Advocates have long yearned for all-door boarding as one of the main benefits of modernizing the city's fare-payment system, but the effort has been delayed repeatedly. Lieber has dismissed the benefits of all-door boarding as a “hypothesis,” but the approach has shortened bus loading and unload times at many more advanced bus systems — including on the MTA’s own Select Bus Service, which has offered back-door boarding for 16 years.

Former New York City Transit President Andy Byford promised all-door boarding six years ago when he launched his “bus action plan” to turn around the Big Apple’s beleaguered surface transit system. 

For now, bus boosters were cautiously optimistic, but wary that MTA bigs will find another excuse to hold off on the crucial upgrade.

“It’s better late than never,” said Danny Pearlstein of the advocacy group Riders Alliance. “But we’ve heard promises like these before, and given the ongoing challenges with OMNY, it’s all too easy to see another delay on that side being used to further delay all-door boarding.”

City students currently get MetroCards with a limited number of daily trips, and some don’t swipe into the transit system because they think “it’s free anyway,” according to the “Blue Ribbon Panel on MTA Fare and Toll Evasion,” from a year ago. 

“Fare evasion is its highest right after school gets out around three o’clock,” NYC Transit President Richard Davey said last month, citing data on subway fare evasion from the panel's report. “One of our hypotheses is actually fares aren’t being evaded [but] students aren’t swiping.”

Subway fare evasion by time of day shows a spike around school dismissal time.
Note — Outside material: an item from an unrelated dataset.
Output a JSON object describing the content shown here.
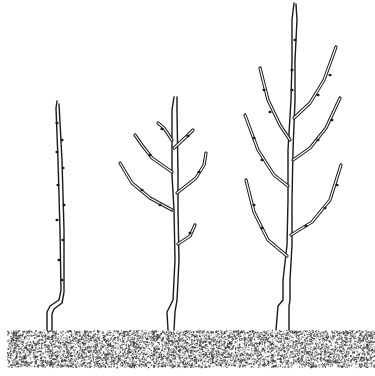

Graph: MTA

But if students are not swiping, other straphangers may be encouraged to do the same, said Lisa Daglian, executive director of the Permanent Citizens Advisory Committee, an in-house rider advocacy arm of the MTA.
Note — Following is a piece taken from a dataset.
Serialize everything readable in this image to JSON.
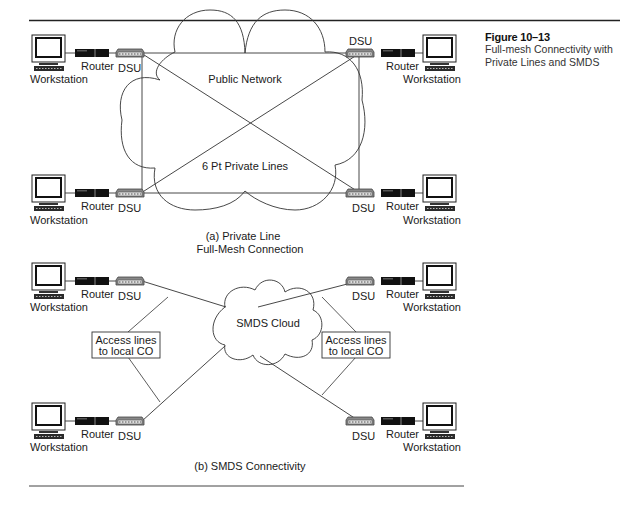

“It’s not free, you’re enabling other people to also evade the fare,” said Daglian. “That’s the opportunistic fare evader.”

The MTA deployed OMNY readers to all buses by late 2020, but has stubbornly refused to turn them on at the rear doors, forcing riders to line up at the front. The agency floated a modest pilot on 10 routes in 2021, but then mothballed it fearing it would harm the recovery of revenue collection on buses, which went fare-free for nine months earlier on in the pandemic and continue to have higher rates of unpaid fares than the subways.

Allowing riders to board at the back also encourages more people to switch to OMNY, Pearlstein said.

“The best incentive would have been opening up the back door to everyone using OMNY,” he said. “There’s no reason not to provide that to riders just because some people are not paying the fare. It isn’t fair to the millions of people who ride the bus every day.”